UP | HOME

blocking

1. example

  • you want to measure the effect of fertilizer on growth. You have four fields, each at a different elevation. If you randomly selected which fields to fertilize, your estimation of the effect will include variance that is due to elevation. So instead you should apply fertilizer/no fertilizer at each elevation and estimate the growth per elevation

2. basic idea

  • you have a factor and you want to measure the response to that factor
  • but there could be other factors confounding that response (see confounds)
  • so, if you can identify the confound, then you can group your experiments into blocks where variance, should hopefully only be due to your primary factor
  • what if there's other confounds within the block – "lurking" confounds
    • whenever we can't do blocking, we just need to randomize and hope for the best

3. questions

  • I get the basic idea of blocking, but I'm not sure what the actual result of this analysis is supposed to be. Am I supposed to report the estimation per block? Or am I supposed to treat each block estimate as an experiment and then estimate using the block estimates?
  • If it's the former: seems like things would get complicated with things you block
  • If it's the latter:
    • Then aren't you re-including the variance due to the nuisance factor that you tried to block for?
    • Response to the above: No, because the experiments are uniformly divided among the nuisance factor's categories. Aggregating over the block estimates allows you to get an estimate of the effect on the population as a whole.
    • But, if the nuisance variable has a strong effect, then you're probably going to want to look at the non-aggregated results anyways at somepoint.

4. statistical model

On the question I ask above, wikipedia gives the following statistical model for one primary factor and one nuisance factor: \[ Y_{ij} = \mu + T_i + B_j + \epsilon \] where

  • \(\epsilon\) is random error
  • \(Y_{ij}\) is some observation with primary factor \(i\) and nuisance factor \(j\)
  • \(\mu\) is the overall average
  • \(T_i\) is the effect of \(i\)
  • \(B_j\) is the effect of the nuisance \(j\)

Then, our estimations will be:

  • estimate of \(\mu\): \(\bar{Y}\) – average of all observations
  • estimtae of \(T_i\): \(\bar{Y}_{i.} - \bar{Y}\) where \(\bar{Y}_{i.}\) is the average over \(\forall j . Y_{ij}\)
    • we want to know how much better the effect is, conditioned on \(i\)
    • Question: will the estimated \(T_i\) be a good estimate if \(Y_{ij}\) are not uniformly distributed across all \(j\)? I'm pretty sure no, otherwise, we would be misled by confounds. Ah I see Wikipedia says that this is the statistical model for randomized block design. I think this means that you assume the observations are uniformly distributed across all \(j\), for each primary factor setting \(i\).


Work item:
Exact copies of the lines below, from the one with "uI element localization: list" up to and including the one with "Where is each", are what this calls for; leave out pictures.
_ _ _ _ _
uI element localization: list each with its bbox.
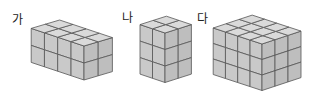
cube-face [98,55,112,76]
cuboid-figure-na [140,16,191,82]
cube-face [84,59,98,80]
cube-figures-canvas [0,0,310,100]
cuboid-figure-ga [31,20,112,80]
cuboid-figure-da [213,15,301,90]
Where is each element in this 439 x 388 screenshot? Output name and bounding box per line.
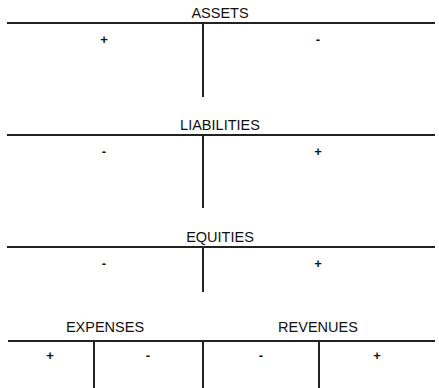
_ _ _ _ _
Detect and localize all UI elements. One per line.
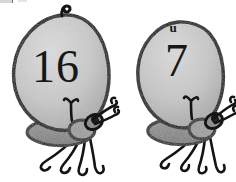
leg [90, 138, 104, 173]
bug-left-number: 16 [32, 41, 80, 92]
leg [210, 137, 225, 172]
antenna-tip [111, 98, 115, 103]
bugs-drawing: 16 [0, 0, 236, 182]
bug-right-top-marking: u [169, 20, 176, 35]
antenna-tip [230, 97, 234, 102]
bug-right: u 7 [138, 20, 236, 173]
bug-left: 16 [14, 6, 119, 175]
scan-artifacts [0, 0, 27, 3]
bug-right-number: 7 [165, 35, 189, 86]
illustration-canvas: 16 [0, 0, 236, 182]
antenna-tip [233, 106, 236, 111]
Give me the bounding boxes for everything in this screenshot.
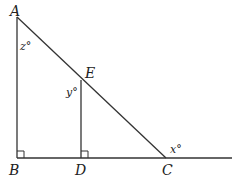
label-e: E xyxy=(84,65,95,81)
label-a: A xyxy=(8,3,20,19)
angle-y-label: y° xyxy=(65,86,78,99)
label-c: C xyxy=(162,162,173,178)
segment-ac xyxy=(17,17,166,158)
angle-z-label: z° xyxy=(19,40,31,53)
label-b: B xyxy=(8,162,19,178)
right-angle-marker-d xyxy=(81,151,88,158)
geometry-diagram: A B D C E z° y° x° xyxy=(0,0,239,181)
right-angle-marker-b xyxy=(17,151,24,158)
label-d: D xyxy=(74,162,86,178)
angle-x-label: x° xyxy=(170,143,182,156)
_ _ _ _ _
Problem solution:
uI element localization: list each with its bbox.
cube-face [98,55,112,76]
cuboid-figure-na [140,16,191,82]
cube-face [84,59,98,80]
cube-figures-canvas [0,0,310,100]
cuboid-figure-ga [31,20,112,80]
cuboid-figure-da [213,15,301,90]
Where is each element in this 439 x 388 screenshot? Output name and bounding box per line.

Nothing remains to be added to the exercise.